Repeat the stretch of entries below from the line with "You are a GUI" through the line with "Task: Click on". Include both ends and add nothing.

_ _ _ _

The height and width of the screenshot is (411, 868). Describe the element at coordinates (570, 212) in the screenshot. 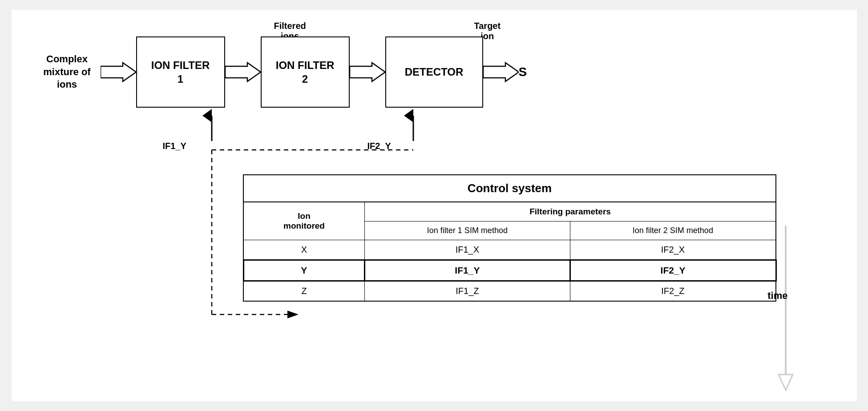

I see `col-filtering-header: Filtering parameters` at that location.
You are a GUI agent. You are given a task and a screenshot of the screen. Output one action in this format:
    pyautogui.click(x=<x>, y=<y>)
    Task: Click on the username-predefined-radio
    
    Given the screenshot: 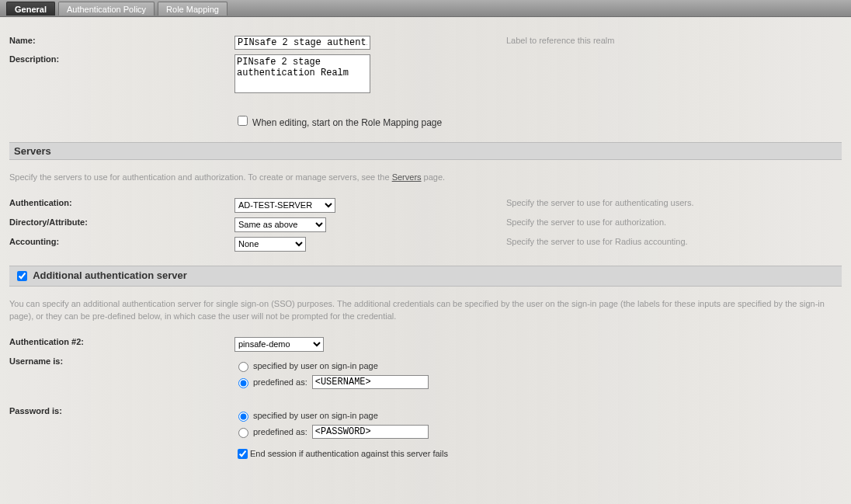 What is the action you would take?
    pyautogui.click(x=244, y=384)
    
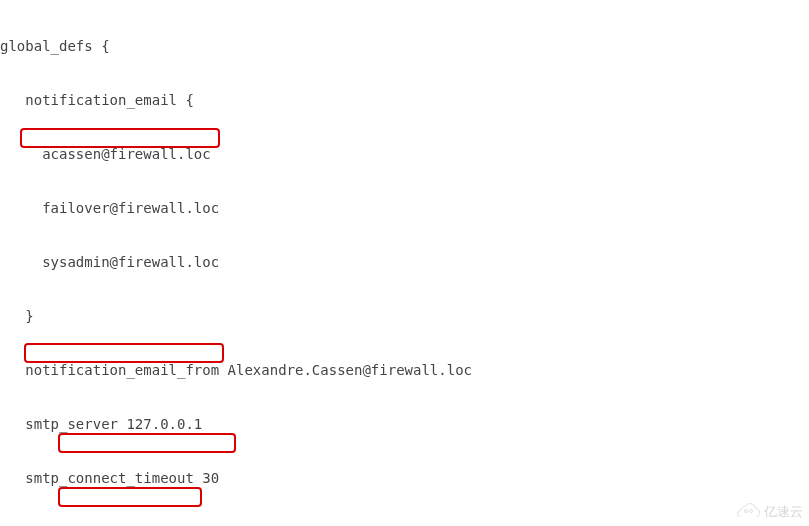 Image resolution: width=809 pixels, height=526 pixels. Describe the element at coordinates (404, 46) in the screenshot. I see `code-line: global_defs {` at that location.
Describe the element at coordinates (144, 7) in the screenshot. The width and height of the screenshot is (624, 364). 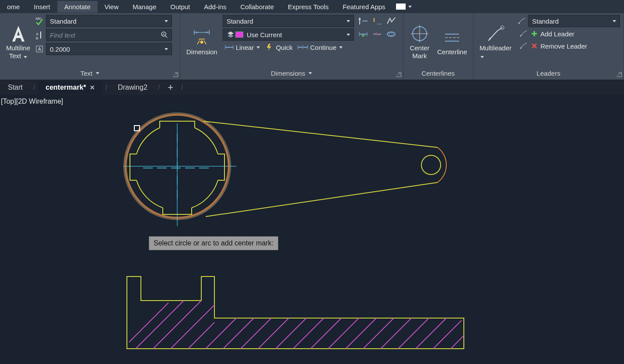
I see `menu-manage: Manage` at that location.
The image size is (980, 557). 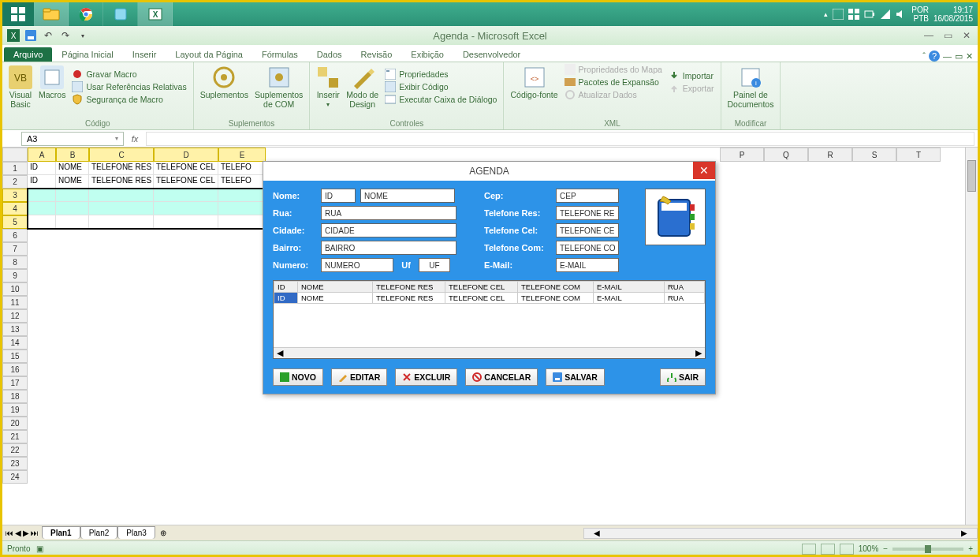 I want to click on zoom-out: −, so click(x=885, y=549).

_ _ _ _

=== Answer section ===
You are a GUI agent. You are given a task and a screenshot of the screen. Output one action in this format:
    pyautogui.click(x=<x>, y=<y>)
    Task: Click on the username-predefined-radio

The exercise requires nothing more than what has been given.